Kathryn Conrad
About the Author
I joined the faculty of the Department of English at the University of Kansas in the fall of 1997 as an assistant professor. Prior to coming to KU, I spent a year as a full-time lecturer in the Department of English at the University of Pennsylvania, from which I received my PhD.
Research Interests
My dissertation dealt with the intersections of nationality, sexuality, and gender in the construction of the Irish subject. I have published articles on James Joyce (James Joyce Quarterly; with Darryl Wadsworth) and contemporary Irish feminist and lesbian writing (Eire-Ireland). Several articles are forthcoming in the next year: "Queering the Nation," on Irish nationalism and homosexuality (Cultural Studies); "Passing/Out," with Julie Crawford, on queer-positive pedagogy (MLS); and "Woman Troubles, Queer Troubles," on gender, sexuality, information, and the state in Northern Ireland (Reclaiming Gender, St. Martin's Press).
My first book, Locked in the Family Cell: Gender, Sexuality, and Political Agency in Irish National Discourse(2004), addresses the centrality of gender and sexuality to national identity and nationalist discourses in the Republic of Ireland and Northern Ireland. My recent research has dealt with surveillance, space, technology, and visual culture. My current book project examines science and technology in late-19th- and early-20th- century British and Irish literature.
1998 Presentations
Hall Center panel, KU, February 9, 1998; Hall Center Gender Seminar, KU, March 18, 1998; American Conference for Irish Studies Annual Meeting, Ft. Lauderdale, April 18, 1998; Mid-Atlantic ACIS, New York City, October 31, 1998.
Selected Recent Publications
- "Framing 'Araby'," with Mark Osteen, Collaborative Dubliners: Joyce in Dialogue, ed Vicki Mahaffey, Syracuse University Press, 2012.
- "Surveillance, Gender, and the Virtual Body in the Information Age," Surveillance and Society 6.4 (2009): 380-7.
- "Keening the Nation: The Bean Chaointe, the Sean Bhean Bhocht, and Women's Lament in Irish Nationalist Narrative," Irish Literature, Feminist Perspectives, ed Patricia Coughlan and Tina O'Toole. Dublin: Carysfort Press, 2008.
- "Widening the Frame: The Politics of Mural Photography in Northern Ireland," Irish Postmodernisms and Popular Culture, ed. Wanda Balzano, Moynagh Sullivan, and Anne Mulhall, London & New York: Palgrave Macmillan, 2007.
Teaching Interests
19th- and 20th-century British and American literature; Irish and Northern Irish literature and culture; technology and literature.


Problem to solve »
Lines that contain the string "pixels" are the ones to list; copy all of them from the records.

Supplied material »
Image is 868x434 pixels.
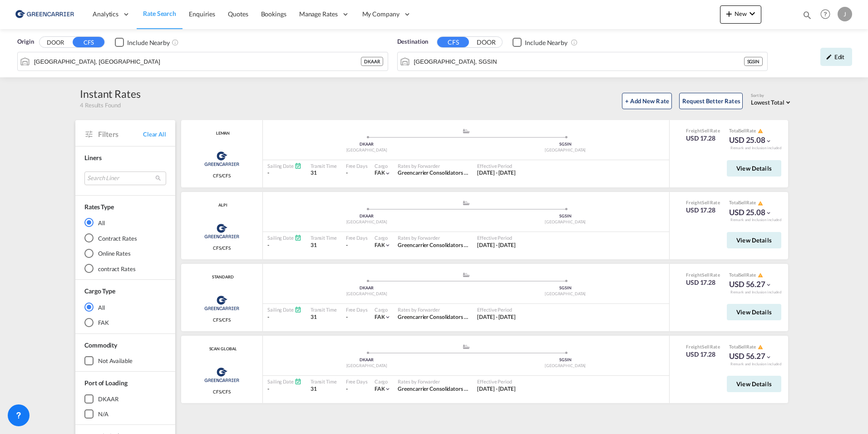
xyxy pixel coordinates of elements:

==

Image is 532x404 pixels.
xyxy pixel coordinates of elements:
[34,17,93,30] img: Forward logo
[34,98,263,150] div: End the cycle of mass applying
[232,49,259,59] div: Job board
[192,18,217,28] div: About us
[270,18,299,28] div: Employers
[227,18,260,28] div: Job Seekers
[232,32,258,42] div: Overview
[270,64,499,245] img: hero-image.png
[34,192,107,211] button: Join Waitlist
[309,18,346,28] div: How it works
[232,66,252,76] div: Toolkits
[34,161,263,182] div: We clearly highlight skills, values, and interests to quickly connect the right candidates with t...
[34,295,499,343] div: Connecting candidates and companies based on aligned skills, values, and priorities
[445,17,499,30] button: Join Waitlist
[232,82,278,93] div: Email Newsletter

Result below »
Image is 868x434 pixels.
Image is 532x404 pixels.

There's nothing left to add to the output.